Heinrich August Wolters (b. 1870) raised a barn very near the place that I would one day be raised as well. The year was 1930, not long after the Great Crash of ’29, but hay had to be stored, teams harnessed, and cows milked. Though the near future looked bleak, there was a family to feed and children educated. We know this because August Wolters would be instrumental in also building a parochial school in the little community near Eden, Idaho. This community would become known in the surrounding area as ‘The Dutch Settlement’. They were part of a sustained wave of immigration from Germany that began in the mid-1800’s, and was sparked by pressure from the state church to change their theology. These dissenters were referred to as ‘Old Lutherans’ and would leave their homeland, uncomfortable with the dictates of what was known as the ‘Prussian Union‘. A portion of these folks wound up in farming communities in Idaho where they would remain in tight knit groups with German as their main language until World War II when folks with such a heavy German heritage were suspect. These people found themselves under societal pressure to change once again, but this time they had already gladly donned the mantle ‘Americans’. Many sons served in the military during this time as testament to their allegiance. August and his wife Emma were descendants of some of these German immigrants who had fled the old country.
My great grandfather Wolters was the patriarch of a part of this clan just north of the Snake River in Jerome County, and the family needed a barn. His German engineering mind would be a valuable blessing in many of his endeavors. The design of the barn was testament to his abilities. The roof was to be a supported in an unconventional way. My father Bernard Schwarz (b. 1933) held that this design was Grandpa Wolters own, though later he was told by his older brother Paul that it was an idea that had survived the Atlantic. Perhaps it was a bit of both… August Wolters’ ingenuity, along with some ideas from Germany that he remembered. From inside the loft, you see a pattern of diamond shapes that support the roof. Each board was cut on a curve that would give the outside of the roof its curved profile. This cut would have to be changed as the the curve of the roof changes from the eaves to the top of the ridge. At the points of the diamonds, the wood is joined by a heavy bolt. There are no traditional fasteners (nails or pegs) holding the roof together. I remember my grandfather T.J. Schwarz (b. 1896) telling me that his father-in-law August Wolters decided to pour the concrete walls higher than the norm of the day (36″) stating that “those mules could kick that all they want!”. (…makes me wonder what kind of mules they had back then!) Mules where used often on the farm cultivating beans in part, because they had much smaller feet than the draft horse breeds as they walked the narrow rows. My dad tells of sitting on a bean cultivator as a very young boy behind a team, beneath the Idaho sky, arid and azure.
This barn would be an unending source of adventure for my cousins and I (b. 1959) growing up nearby. Rope swings, hide-and-seek, cowboys and Indians, tag, bird hunting, and unbridled joy were the order of the day under the roof that August Wolters built. These days I see the barn fall into disrepair, the Idaho wind and weather abrading what once was a magnificent building. But the roof that August built survives as a metaphor, especially for those of us with his bloodline. He passed away six years before I was born, but I see his imprint on our family to this day. His love for his family and his commitment to ensure that they were afforded spiritual care and a good education otherwise is a legacy worthy of note. Whether we realize it or not, we (that is, our family) are living out our vocations under the roof that Grandpa August Wolters built.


■ **What is being asked**
Output every line of the entries from the line containing "Describe the element at coordinates (43, 196)" through the last, exactly, with no other content.

Saved data entries:
________________________

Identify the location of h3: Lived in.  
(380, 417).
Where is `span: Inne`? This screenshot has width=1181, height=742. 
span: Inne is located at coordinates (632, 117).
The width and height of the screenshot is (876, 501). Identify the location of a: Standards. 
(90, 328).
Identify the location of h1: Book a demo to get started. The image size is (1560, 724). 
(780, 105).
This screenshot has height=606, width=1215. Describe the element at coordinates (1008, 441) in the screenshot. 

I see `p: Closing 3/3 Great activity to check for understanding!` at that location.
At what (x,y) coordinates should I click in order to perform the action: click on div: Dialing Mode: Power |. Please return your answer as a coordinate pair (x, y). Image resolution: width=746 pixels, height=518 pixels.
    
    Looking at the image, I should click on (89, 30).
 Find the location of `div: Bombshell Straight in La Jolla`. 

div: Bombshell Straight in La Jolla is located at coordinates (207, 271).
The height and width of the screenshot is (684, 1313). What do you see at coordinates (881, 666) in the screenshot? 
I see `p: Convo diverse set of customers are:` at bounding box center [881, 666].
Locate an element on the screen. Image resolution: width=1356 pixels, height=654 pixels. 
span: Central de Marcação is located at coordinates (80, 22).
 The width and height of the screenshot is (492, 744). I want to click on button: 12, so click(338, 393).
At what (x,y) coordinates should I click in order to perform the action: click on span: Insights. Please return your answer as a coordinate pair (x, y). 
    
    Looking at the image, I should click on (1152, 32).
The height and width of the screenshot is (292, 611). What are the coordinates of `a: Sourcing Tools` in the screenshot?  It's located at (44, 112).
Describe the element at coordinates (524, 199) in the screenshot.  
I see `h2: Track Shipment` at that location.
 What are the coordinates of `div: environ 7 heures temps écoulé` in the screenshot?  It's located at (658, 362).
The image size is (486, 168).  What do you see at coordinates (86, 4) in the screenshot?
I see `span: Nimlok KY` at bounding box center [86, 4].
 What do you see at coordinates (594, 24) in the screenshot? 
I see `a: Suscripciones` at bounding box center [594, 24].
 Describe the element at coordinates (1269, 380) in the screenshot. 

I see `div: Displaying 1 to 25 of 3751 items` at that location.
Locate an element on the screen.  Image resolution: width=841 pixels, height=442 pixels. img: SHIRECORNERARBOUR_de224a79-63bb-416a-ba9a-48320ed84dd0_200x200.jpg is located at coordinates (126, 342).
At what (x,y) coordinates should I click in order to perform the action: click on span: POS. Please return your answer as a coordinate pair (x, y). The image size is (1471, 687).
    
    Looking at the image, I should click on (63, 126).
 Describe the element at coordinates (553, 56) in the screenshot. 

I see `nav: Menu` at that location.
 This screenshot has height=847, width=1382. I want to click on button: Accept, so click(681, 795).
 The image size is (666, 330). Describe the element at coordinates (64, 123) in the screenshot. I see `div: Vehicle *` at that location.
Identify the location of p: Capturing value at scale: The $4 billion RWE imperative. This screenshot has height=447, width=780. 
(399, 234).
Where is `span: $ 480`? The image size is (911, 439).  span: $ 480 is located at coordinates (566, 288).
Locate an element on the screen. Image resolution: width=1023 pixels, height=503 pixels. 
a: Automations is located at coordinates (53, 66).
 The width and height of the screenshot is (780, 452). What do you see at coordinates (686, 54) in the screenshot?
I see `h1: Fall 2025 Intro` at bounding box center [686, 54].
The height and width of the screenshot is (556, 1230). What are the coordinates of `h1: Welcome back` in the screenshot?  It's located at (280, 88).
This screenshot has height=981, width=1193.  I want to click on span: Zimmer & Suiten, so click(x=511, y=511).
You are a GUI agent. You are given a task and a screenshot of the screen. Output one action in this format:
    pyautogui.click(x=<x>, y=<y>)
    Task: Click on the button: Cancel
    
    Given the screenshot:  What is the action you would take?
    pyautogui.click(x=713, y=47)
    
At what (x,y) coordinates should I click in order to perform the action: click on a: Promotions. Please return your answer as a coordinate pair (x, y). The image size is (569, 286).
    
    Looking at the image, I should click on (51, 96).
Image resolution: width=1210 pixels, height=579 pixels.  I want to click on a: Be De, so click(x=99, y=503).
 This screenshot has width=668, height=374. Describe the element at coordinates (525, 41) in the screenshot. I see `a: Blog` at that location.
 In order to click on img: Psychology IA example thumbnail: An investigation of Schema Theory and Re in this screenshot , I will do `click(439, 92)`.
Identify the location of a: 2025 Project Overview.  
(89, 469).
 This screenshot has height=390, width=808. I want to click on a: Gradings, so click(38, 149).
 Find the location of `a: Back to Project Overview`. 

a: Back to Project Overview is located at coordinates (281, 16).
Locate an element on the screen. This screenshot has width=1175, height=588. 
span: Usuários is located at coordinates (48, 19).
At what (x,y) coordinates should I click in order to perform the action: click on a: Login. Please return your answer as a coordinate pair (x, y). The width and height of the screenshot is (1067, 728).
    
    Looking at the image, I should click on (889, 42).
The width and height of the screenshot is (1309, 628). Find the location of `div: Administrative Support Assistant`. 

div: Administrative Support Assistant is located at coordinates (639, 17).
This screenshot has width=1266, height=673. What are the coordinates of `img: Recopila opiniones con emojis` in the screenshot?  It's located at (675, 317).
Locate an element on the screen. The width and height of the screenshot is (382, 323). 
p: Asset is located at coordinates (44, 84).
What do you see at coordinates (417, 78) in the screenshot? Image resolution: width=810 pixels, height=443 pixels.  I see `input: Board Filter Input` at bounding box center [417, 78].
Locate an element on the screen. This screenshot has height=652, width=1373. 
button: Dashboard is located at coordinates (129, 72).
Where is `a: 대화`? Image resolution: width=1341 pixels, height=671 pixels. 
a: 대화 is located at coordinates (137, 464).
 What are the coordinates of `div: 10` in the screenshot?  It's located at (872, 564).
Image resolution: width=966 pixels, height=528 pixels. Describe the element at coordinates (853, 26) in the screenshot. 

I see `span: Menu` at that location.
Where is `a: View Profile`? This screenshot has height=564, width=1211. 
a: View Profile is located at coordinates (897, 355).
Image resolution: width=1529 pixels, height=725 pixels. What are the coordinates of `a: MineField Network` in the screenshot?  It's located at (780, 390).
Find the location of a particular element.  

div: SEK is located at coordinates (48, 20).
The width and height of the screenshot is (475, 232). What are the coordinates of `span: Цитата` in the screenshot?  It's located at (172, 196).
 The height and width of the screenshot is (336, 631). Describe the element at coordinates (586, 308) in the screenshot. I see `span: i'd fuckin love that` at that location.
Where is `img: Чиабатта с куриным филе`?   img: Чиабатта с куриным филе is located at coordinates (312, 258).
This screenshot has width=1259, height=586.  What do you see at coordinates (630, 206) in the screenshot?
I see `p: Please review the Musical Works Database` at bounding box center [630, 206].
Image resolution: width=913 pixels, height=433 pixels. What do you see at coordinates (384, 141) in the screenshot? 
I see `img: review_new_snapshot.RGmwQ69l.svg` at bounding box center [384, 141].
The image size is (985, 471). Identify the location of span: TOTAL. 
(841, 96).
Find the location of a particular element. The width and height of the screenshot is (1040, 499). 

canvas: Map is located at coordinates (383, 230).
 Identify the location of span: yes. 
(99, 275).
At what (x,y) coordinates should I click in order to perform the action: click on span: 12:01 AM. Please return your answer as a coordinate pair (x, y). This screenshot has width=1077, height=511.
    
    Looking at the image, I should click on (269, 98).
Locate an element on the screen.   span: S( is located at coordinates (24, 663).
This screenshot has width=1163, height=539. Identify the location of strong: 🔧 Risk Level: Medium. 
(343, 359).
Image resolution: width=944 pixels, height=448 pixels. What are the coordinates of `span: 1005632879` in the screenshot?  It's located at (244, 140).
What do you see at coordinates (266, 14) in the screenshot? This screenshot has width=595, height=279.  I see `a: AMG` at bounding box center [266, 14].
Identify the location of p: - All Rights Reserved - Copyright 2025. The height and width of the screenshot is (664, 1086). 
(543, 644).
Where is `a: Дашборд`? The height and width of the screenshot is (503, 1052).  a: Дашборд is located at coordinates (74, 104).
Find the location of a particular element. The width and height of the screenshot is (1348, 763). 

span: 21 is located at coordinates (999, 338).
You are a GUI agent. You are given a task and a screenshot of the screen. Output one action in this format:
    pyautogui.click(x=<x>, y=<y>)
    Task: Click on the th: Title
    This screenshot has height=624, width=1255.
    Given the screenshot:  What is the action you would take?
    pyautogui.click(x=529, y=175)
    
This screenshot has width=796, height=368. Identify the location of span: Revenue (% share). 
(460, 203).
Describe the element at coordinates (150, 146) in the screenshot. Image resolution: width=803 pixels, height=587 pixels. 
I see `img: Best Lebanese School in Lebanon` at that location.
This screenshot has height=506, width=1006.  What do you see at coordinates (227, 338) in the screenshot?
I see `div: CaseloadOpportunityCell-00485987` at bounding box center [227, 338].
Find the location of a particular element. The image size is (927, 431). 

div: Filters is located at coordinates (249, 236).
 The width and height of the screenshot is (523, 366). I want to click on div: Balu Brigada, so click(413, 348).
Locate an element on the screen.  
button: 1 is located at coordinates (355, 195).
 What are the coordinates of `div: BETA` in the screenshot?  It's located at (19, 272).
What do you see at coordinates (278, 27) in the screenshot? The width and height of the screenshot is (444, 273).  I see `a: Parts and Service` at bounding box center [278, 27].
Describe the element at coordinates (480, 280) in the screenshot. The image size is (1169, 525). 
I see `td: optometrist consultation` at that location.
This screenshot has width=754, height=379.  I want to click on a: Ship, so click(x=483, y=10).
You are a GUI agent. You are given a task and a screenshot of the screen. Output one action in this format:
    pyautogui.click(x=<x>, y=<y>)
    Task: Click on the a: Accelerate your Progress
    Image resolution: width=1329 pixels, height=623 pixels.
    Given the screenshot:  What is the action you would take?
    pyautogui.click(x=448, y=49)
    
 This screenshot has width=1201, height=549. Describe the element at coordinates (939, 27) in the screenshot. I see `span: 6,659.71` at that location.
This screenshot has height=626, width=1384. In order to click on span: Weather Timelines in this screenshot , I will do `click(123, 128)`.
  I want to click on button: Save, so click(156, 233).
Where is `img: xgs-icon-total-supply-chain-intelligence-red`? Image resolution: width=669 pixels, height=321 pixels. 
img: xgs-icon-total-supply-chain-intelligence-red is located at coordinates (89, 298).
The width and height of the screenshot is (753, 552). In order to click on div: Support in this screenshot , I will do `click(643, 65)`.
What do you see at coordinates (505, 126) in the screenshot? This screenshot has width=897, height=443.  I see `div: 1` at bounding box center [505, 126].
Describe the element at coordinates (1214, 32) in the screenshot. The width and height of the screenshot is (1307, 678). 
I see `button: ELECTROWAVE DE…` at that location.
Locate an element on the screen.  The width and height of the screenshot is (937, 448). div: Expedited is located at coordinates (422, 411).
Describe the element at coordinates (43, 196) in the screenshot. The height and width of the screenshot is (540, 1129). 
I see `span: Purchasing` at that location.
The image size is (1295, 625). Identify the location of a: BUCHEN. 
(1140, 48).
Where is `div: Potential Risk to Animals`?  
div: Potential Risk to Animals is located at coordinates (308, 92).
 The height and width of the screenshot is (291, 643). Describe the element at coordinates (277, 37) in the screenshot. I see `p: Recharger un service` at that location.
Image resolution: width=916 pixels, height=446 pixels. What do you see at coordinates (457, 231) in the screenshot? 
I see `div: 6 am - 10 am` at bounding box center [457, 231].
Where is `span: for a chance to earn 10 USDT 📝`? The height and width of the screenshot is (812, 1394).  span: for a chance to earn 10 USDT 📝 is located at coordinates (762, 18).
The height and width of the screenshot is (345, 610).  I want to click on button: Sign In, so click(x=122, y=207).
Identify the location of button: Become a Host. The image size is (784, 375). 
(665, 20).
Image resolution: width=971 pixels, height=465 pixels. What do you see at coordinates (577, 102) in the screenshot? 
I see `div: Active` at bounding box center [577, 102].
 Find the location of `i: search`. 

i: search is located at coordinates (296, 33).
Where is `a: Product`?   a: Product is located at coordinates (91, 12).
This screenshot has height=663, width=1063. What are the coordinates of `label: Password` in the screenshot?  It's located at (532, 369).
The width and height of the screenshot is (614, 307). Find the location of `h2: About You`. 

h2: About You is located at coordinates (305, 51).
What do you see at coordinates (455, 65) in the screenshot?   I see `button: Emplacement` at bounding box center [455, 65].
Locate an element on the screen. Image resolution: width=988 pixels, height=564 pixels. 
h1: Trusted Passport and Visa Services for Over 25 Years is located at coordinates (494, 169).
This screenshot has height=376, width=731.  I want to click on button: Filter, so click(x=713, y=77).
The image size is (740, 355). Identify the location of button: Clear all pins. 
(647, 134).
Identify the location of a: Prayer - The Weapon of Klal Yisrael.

________________________

■ **Solution below**
Describe the element at coordinates (43, 196) in the screenshot. The height and width of the screenshot is (540, 1129). 
I see `span: Purchasing` at that location.
The image size is (1295, 625). Identify the location of a: BUCHEN. 
(1140, 48).
Where is `div: Potential Risk to Animals`?  
div: Potential Risk to Animals is located at coordinates (308, 92).
 The height and width of the screenshot is (291, 643). Describe the element at coordinates (277, 37) in the screenshot. I see `p: Recharger un service` at that location.
Image resolution: width=916 pixels, height=446 pixels. What do you see at coordinates (457, 231) in the screenshot? 
I see `div: 6 am - 10 am` at bounding box center [457, 231].
Where is `span: for a chance to earn 10 USDT 📝`? The height and width of the screenshot is (812, 1394).  span: for a chance to earn 10 USDT 📝 is located at coordinates (762, 18).
The height and width of the screenshot is (345, 610).  I want to click on button: Sign In, so click(x=122, y=207).
Identify the location of button: Become a Host. The image size is (784, 375). 
(665, 20).
Image resolution: width=971 pixels, height=465 pixels. What do you see at coordinates (577, 102) in the screenshot? 
I see `div: Active` at bounding box center [577, 102].
 Find the location of `i: search`. 

i: search is located at coordinates (296, 33).
Where is `a: Product`?   a: Product is located at coordinates (91, 12).
This screenshot has height=663, width=1063. What are the coordinates of `label: Password` in the screenshot?  It's located at (532, 369).
The width and height of the screenshot is (614, 307). Find the location of `h2: About You`. 

h2: About You is located at coordinates (305, 51).
What do you see at coordinates (455, 65) in the screenshot?   I see `button: Emplacement` at bounding box center [455, 65].
Locate an element on the screen. Image resolution: width=988 pixels, height=564 pixels. 
h1: Trusted Passport and Visa Services for Over 25 Years is located at coordinates (494, 169).
This screenshot has height=376, width=731.  I want to click on button: Filter, so click(x=713, y=77).
The image size is (740, 355). Identify the location of button: Clear all pins. 
(647, 134).
Identify the location of a: Prayer - The Weapon of Klal Yisrael.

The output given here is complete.